PREPARING A LOGGING CAMP

Author:
Venetia Crawford & Gunda Lambton (Text reprinted with permission from **The Wildest Rivers, the Oldest Hills: Tales of the Gatineau and Pontiac, 1996)

Image retirée.The original logging camps would start a cut by sending out bush rangers – like Cézar Paul for J. R. Booth on the Coulonge – who would determine the cut. Many former loggers give vivid accounts of their experiences in the bush. One of these was Henry Richard of Otter Lake:“Before the gang could go in to the cut wood, the lumber companies had to set up an office and build a keepover (a storehouse). This they did the winter before they planned to cut. They drew hay the year before because there were no roads and you had to get in when the swamps were frozen and the lakes were froze over. They stocked the hay, oats, prunes, raisins, flour, sugar and all the provisions. They had a man to mind the keepover. He had to turn the flour once a month. Perhaps there would be fifty to one hundred bags of flour and four to five thousand bushels of oats which they had to shovel from one end of the long bin to the other every three weeks to keep it from musting.

In the summer, an official and an agent would come up and they would walk the next winter’s bush where they were going to cut. Then the improvement gang would go in to do the construction work on the river – making the dam and clear the river so the logs could flow down to the mills… I would go up early in the fall to help build the camps. I used to work for Dan O’Leary quite a few runs… I was kind of a bush cat before I went there because I was learnt how to work in the bush from I was twelve years old. We could rig up our own axes and file our own saws… Dan O’Leary was a pure Irishman. He told me one day: ‘You know when I can’t get the Otter lake gang to come up and shanty with me, I’ll quit… I was forty years in different places but I never saw such a gang of men that knows how to do their work. I show them where to work and I have no more troubles.’”(1)Andy Brennan from Brennan’s Hill on the Gatineau also started working in lumbercamps when he was only thirteen, beginning as a skidder:“It took five days to go up to the camp with a team.
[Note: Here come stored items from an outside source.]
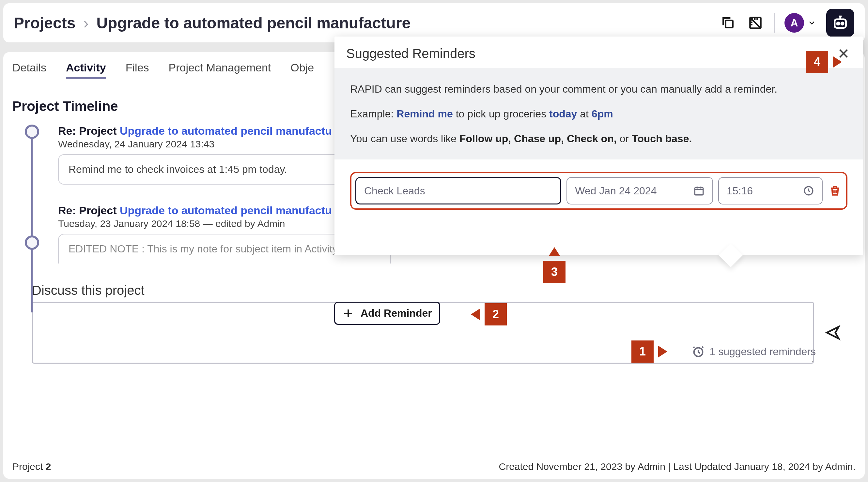 This screenshot has width=868, height=482. What do you see at coordinates (302, 70) in the screenshot?
I see `tab-objectives-truncated: Obje` at bounding box center [302, 70].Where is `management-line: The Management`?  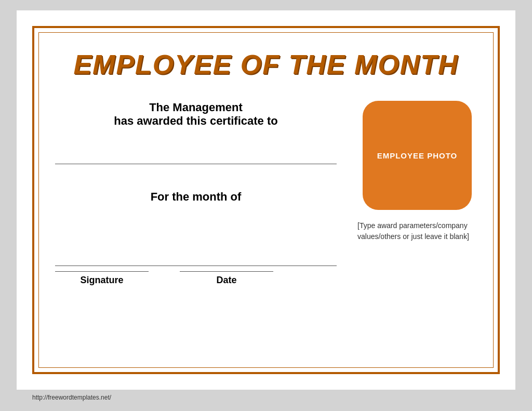
management-line: The Management is located at coordinates (196, 108).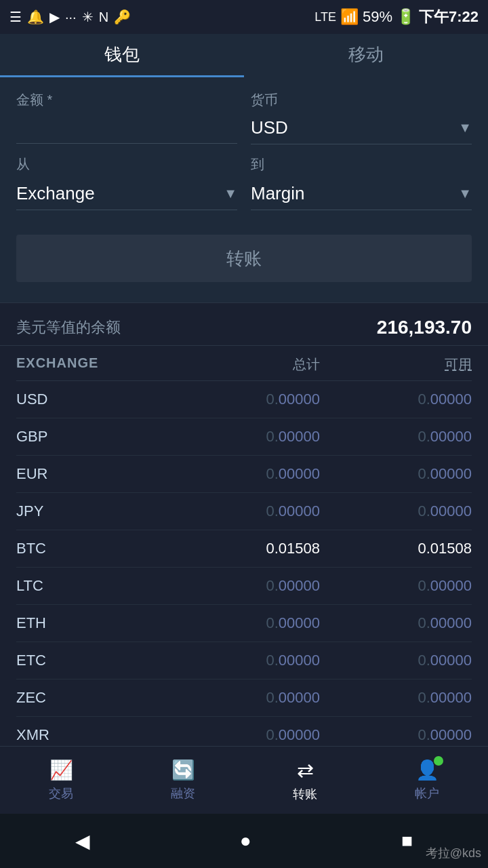 The height and width of the screenshot is (868, 488). I want to click on bottom-nav: 📈 交易 🔄 融资 ⇄ 转账 👤 帐户, so click(244, 780).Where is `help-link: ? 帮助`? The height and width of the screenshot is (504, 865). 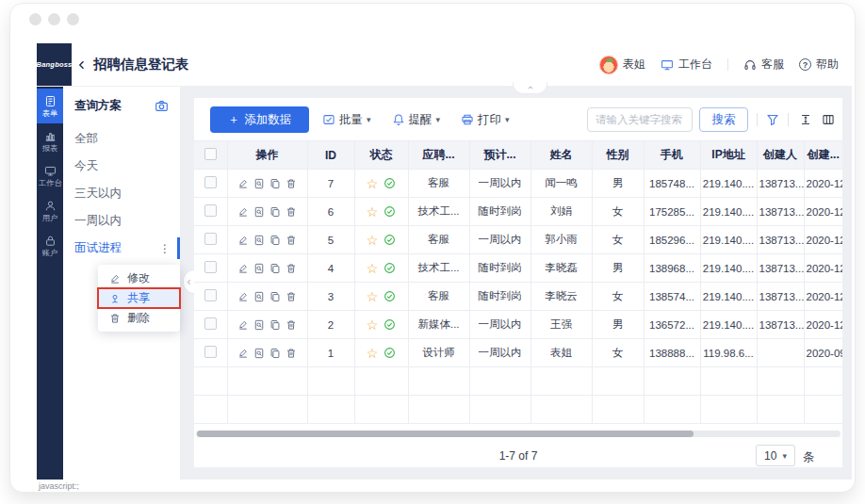 help-link: ? 帮助 is located at coordinates (819, 64).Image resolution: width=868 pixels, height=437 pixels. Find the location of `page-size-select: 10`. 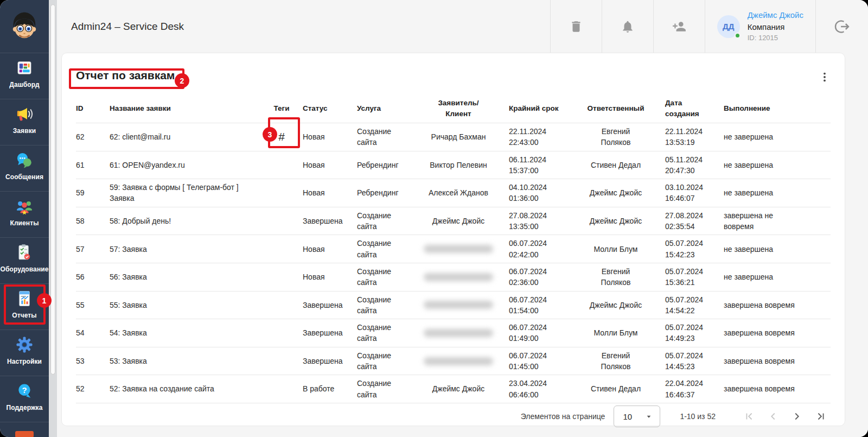

page-size-select: 10 is located at coordinates (637, 416).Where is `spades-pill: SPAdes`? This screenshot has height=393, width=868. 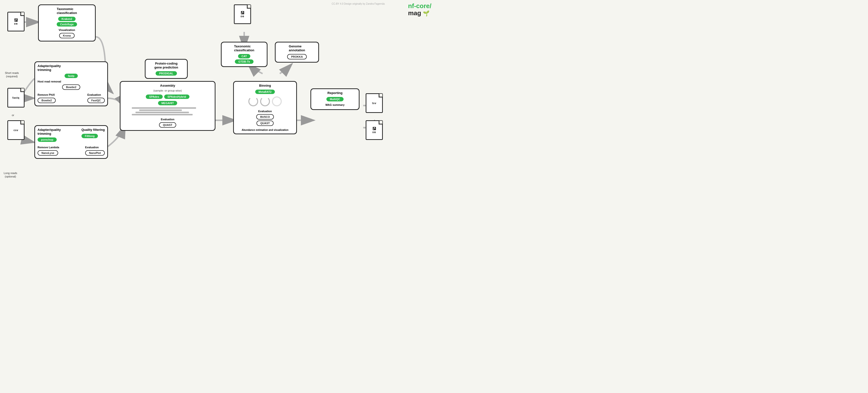 spades-pill: SPAdes is located at coordinates (154, 97).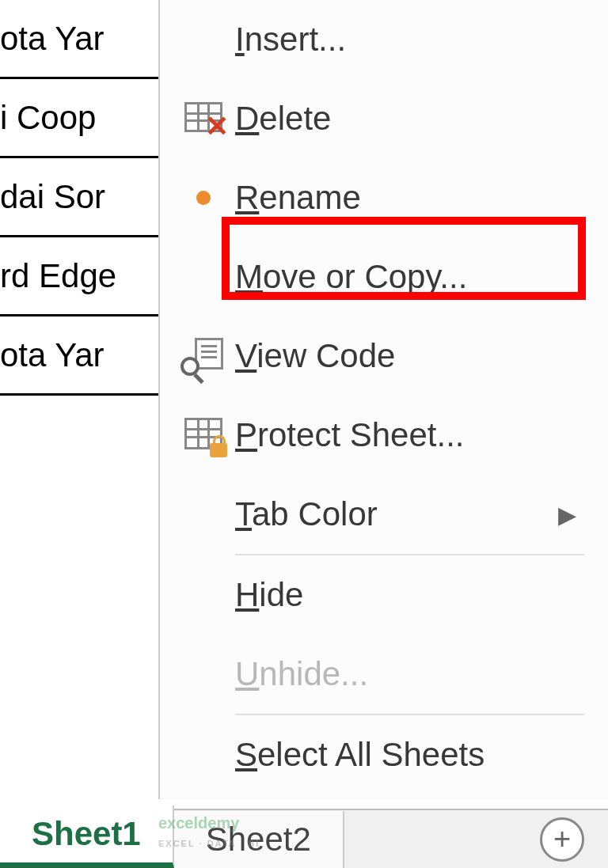 The image size is (608, 868). I want to click on sheet-tab-bar: Sheet1 Sheet2 +, so click(304, 839).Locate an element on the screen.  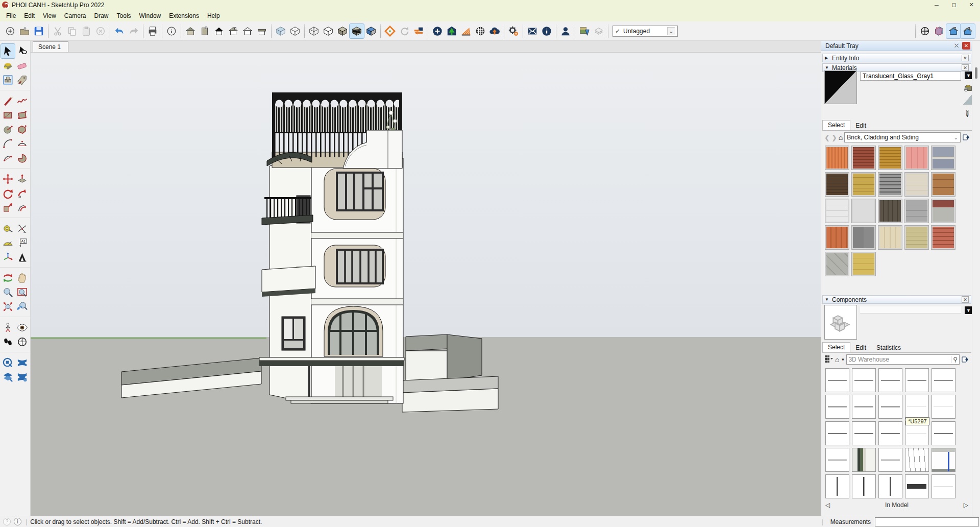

The camp was about eighty miles north of Maniwaki. You had places to stay the night at first, but the last day was a long one: from five in the morning till seven at night, walking and walking with your team. And you had to work the next day. You had to produce your hundred logs a day or you didn’t last long. I still remember my first day coming up there, walking past piles and piles of logs all of three miles, from the river to the shanty.”(2)

The shanties were not only very isolated, but life there could be harsh and uncomfortable, as described in the song “Lake of the Cayamant” (a lake west of Gracefield on the Gatineau). Sometimes the discomforts were too great. There was a MacLaren camp on the northern part of the Lièvre River, to which Jack Plunkett, Ray Daly and Lloyd Spallin, all of Farrellton, walked with their teams. They were appalled with the working conditions of this camp, turned around and walked their teams back home. It took them another week to get back to Farrellton.

End Notes:
1. Harry Richard, Interview with V. Crawford. Vibert Pavillon Tales, 1983.
2. Andrew Brennan, Interview with G. Lambton, July 1983.